Ohio News
Ohio lawsuits against drug middlemen headed for the long haul
Ohio has been one of the most active states litigating against drug middlemen, whom Attorney General Dave Yost accuses of bilking state agencies out of tens of millions of dollars.
Other states also have been active in court against the healthcare giants. Notably, Arkansas last year squared off at the U.S. Supreme Court against the industry association representing the middlemen — and won.
But Yost has been a leader in scrutinizing “pharmacy benefit managers” since 2018, when he was still state auditor. He released an audit of Ohio’s Medicaid prescription drug business concluding there wasn’t nearly enough transparency for state officials to know whether taxpayers were getting their money’s worth from the $2.5 billion annual expenditure.
Since becoming AG in January 2019, Yost has filed suit against three corporations involved in the PBM business. In announcing the first, he memorably promised that more were to come.
“I get the question from time to time, ‘Are there any other shoes to drop?’ Baby, we’re in DSW,” Yost said in February 2019, making a reference to the Designer Shoe Warehouse.
In an interview earlier this year, the attorney general moderated that stance a little, saying that bringing the suits is extraordinarily complex. It requires analyzing huge numbers of drug transactions and building cases that his PBM team thinks can stand up against sophisticated and well-funded defendants.
The status of the three filed so far:
- Centene — Yost in March sued the St. Louis-based company, the largest Medicaid managed-care contractor in the United States. The suit accuses the company of working through a chain of contracts involving two of its own PBMs and CVS Caremark to overbill the health program for the poor by tens of millions. Centene denies the accusation.

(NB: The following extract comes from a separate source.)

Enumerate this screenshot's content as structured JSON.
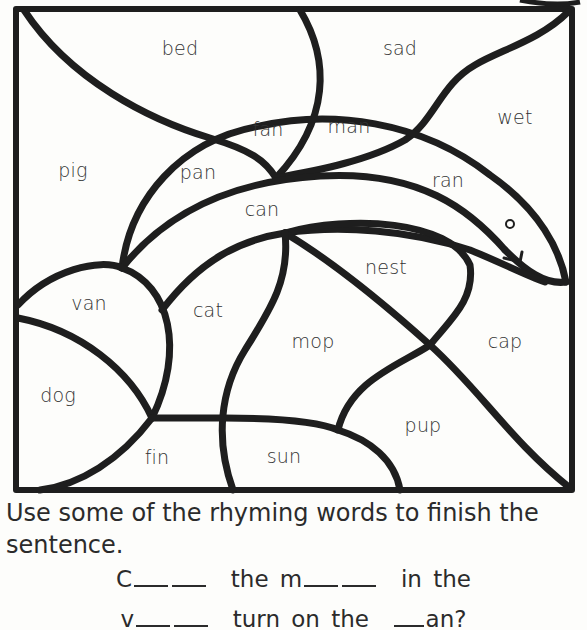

Ohio so far is the only state to sue the company, but Kansas, Mississippi, Arkansas, Georgia, Oklahoma, Mississippi, New Mexico and the District of Columbia have also been reported to be taking a critical look at Centene’s conduct.
After Yost filed the case in state court, Centene removed it to federal court. Yost’s office is trying to reverse that and on May 28, Centene filed a motion to keep the case in federal court.

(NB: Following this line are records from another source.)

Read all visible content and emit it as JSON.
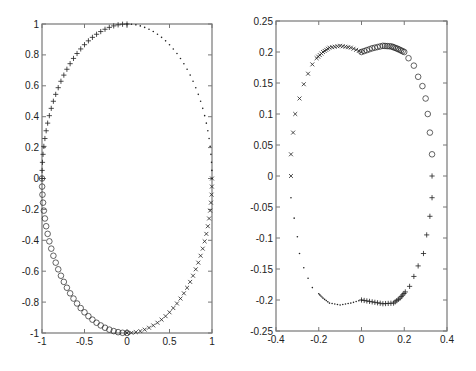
{
  "chart_data": [
    {
      "type": "scatter",
      "title": "",
      "xlabel": "",
      "ylabel": "",
      "xlim": [
        -1,
        1
      ],
      "ylim": [
        -1,
        1
      ],
      "grid": false,
      "legend": "none",
      "x_ticks": [
        "-1",
        "-0.5",
        "0",
        "0.5",
        "1"
      ],
      "x_tick_values": [
        -1,
        -0.5,
        0,
        0.5,
        1
      ],
      "y_ticks": [
        "-1",
        "-0.8",
        "-0.6",
        "-0.4",
        "-0.2",
        "0",
        "0.2",
        "0.4",
        "0.6",
        "0.8",
        "1"
      ],
      "y_tick_values": [
        -1,
        -0.8,
        -0.6,
        -0.4,
        -0.2,
        0,
        0.2,
        0.4,
        0.6,
        0.8,
        1
      ],
      "description": "Unit circle sampled in four quadrants with different markers",
      "series": [
        {
          "name": "quadrant-upper-right",
          "marker": ".",
          "angle_range_deg": [
            0,
            90
          ]
        },
        {
          "name": "quadrant-upper-left",
          "marker": "+",
          "angle_range_deg": [
            90,
            180
          ]
        },
        {
          "name": "quadrant-lower-left",
          "marker": "o",
          "angle_range_deg": [
            180,
            270
          ]
        },
        {
          "name": "quadrant-lower-right",
          "marker": "x",
          "angle_range_deg": [
            270,
            360
          ]
        }
      ],
      "points_per_series": 30
    },
    {
      "type": "scatter",
      "title": "",
      "xlabel": "",
      "ylabel": "",
      "xlim": [
        -0.4,
        0.4
      ],
      "ylim": [
        -0.25,
        0.25
      ],
      "grid": false,
      "legend": "none",
      "x_ticks": [
        "-0.4",
        "-0.2",
        "0",
        "0.2",
        "0.4"
      ],
      "x_tick_values": [
        -0.4,
        -0.2,
        0,
        0.2,
        0.4
      ],
      "y_ticks": [
        "-0.25",
        "-0.2",
        "-0.15",
        "-0.1",
        "-0.05",
        "0",
        "0.05",
        "0.1",
        "0.15",
        "0.2",
        "0.25"
      ],
      "y_tick_values": [
        -0.25,
        -0.2,
        -0.15,
        -0.1,
        -0.05,
        0,
        0.05,
        0.1,
        0.15,
        0.2,
        0.25
      ],
      "description": "Image of the circle under a nonlinear map; peanut-shaped closed curve",
      "series": [
        {
          "name": "upper-left-arc",
          "marker": "x",
          "approx_points": [
            [
              -0.33,
              0.0
            ],
            [
              -0.33,
              0.035
            ],
            [
              -0.32,
              0.07
            ],
            [
              -0.31,
              0.1
            ],
            [
              -0.29,
              0.125
            ],
            [
              -0.27,
              0.148
            ],
            [
              -0.25,
              0.165
            ],
            [
              -0.23,
              0.18
            ],
            [
              -0.21,
              0.19
            ],
            [
              -0.18,
              0.2
            ],
            [
              -0.15,
              0.207
            ],
            [
              -0.1,
              0.21
            ],
            [
              -0.05,
              0.207
            ],
            [
              0.0,
              0.2
            ]
          ]
        },
        {
          "name": "upper-right-arc",
          "marker": "o",
          "approx_points": [
            [
              0.0,
              0.2
            ],
            [
              0.05,
              0.206
            ],
            [
              0.1,
              0.21
            ],
            [
              0.14,
              0.209
            ],
            [
              0.17,
              0.205
            ],
            [
              0.2,
              0.2
            ],
            [
              0.22,
              0.19
            ],
            [
              0.245,
              0.178
            ],
            [
              0.265,
              0.16
            ],
            [
              0.285,
              0.145
            ],
            [
              0.3,
              0.125
            ],
            [
              0.31,
              0.1
            ],
            [
              0.32,
              0.07
            ],
            [
              0.33,
              0.035
            ]
          ]
        },
        {
          "name": "lower-right-arc",
          "marker": "+",
          "approx_points": [
            [
              0.33,
              0.0
            ],
            [
              0.33,
              -0.035
            ],
            [
              0.32,
              -0.065
            ],
            [
              0.305,
              -0.095
            ],
            [
              0.29,
              -0.125
            ],
            [
              0.265,
              -0.145
            ],
            [
              0.245,
              -0.162
            ],
            [
              0.225,
              -0.178
            ],
            [
              0.205,
              -0.187
            ],
            [
              0.18,
              -0.197
            ],
            [
              0.15,
              -0.205
            ],
            [
              0.1,
              -0.206
            ],
            [
              0.05,
              -0.203
            ],
            [
              0.0,
              -0.2
            ]
          ]
        },
        {
          "name": "lower-left-arc",
          "marker": ".",
          "approx_points": [
            [
              0.0,
              -0.2
            ],
            [
              -0.05,
              -0.205
            ],
            [
              -0.1,
              -0.208
            ],
            [
              -0.15,
              -0.205
            ],
            [
              -0.18,
              -0.197
            ],
            [
              -0.2,
              -0.19
            ],
            [
              -0.23,
              -0.18
            ],
            [
              -0.25,
              -0.165
            ],
            [
              -0.27,
              -0.148
            ],
            [
              -0.29,
              -0.125
            ],
            [
              -0.3,
              -0.098
            ],
            [
              -0.315,
              -0.068
            ],
            [
              -0.33,
              -0.035
            ]
          ]
        }
      ]
    }
  ],
  "layout": {
    "left_axes": {
      "x0": 42,
      "y0": 24,
      "x1": 212,
      "y1": 333
    },
    "right_axes": {
      "x0": 276,
      "y0": 21,
      "x1": 447,
      "y1": 331
    },
    "axis_color": "#777777",
    "marker_color": "#222222"
  }
}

- Express Scripts — The AG’s office last July sued St. Louis-based Express Scripts, part of healthcare giant Cigna. The suit accuses the PBM of not delivering guarantees on drug discounts and other violations of its contract with the Ohio Highway Patrol Retirement System.

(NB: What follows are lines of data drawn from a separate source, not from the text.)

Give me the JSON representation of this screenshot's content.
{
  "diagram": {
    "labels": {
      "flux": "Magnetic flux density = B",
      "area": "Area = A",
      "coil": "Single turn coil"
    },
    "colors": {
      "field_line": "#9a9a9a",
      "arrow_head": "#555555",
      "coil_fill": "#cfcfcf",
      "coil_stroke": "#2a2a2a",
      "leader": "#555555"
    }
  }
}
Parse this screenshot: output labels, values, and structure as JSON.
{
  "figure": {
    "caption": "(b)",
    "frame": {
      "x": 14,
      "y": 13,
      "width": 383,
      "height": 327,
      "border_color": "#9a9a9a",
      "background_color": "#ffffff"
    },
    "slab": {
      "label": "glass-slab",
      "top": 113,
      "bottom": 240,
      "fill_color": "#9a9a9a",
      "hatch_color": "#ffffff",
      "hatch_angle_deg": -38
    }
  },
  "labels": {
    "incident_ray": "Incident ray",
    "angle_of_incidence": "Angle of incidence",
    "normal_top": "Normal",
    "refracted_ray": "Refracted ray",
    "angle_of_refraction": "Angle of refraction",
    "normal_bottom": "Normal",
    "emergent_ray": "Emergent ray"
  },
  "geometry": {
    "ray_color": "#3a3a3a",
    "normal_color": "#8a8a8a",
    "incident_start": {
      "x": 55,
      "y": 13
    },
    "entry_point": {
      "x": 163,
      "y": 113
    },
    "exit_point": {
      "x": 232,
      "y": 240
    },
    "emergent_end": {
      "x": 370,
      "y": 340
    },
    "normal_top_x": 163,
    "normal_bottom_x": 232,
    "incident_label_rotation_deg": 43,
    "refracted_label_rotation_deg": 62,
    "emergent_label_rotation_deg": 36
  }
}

As with Centene, Express Scripts denies the accusation, but Yost said, “This particular PBM egregiously charged for services it didn’t deliver. Its repeated breaches cost Ohioans millions, and we want our money back.”
The two sides have filed dozens of pleadings in the Franklin County Court of Common Pleas and for now the trial is scheduled for Nov. 14, 2022.
- OptumRx — In February 2019, Yost sued Irvine, Calif.-based Optum, part of UnitedHealth, the nation’s fifth-largest corporation. The suit says that Optum overcharged the Ohio Bureau of Workers’ Compensation by $16 million, which Optum denies.
That suit is set to go to trial in the Franklin County Court of Common Pleas on May 31, 2022.
- CVS Caremark/OptumRx — Yost’s office also is involved in litigation that predates his tenure as attorney general. Following up on a Columbus Dispatch investigation, the Ohio Department of Medicaid in 2018 obtained all of the PBM generic-drug reimbursement data from 2017 and found that CVS and Optum billed the state almost a quarter-billion dollars more for generics than it paid the pharmacies that dispensed them.
The version of the report that was released to the public was highly redacted and the two PBMs have been fighting the Medicaid department’s attempts to release an unredacted version.
The fight continues even though The Dispatch in 2019 obtained an unredacted version of the document. It appeared to show that CVS favored its own retail pharmacies over big competitors, such as Wal Mart.
After numerous continuances, a trial in the matter is now scheduled in the Franklin County Court of Common Pleas for Sept. 9.
This story was republished from the Ohio Capital Journal under a Creative Commons license.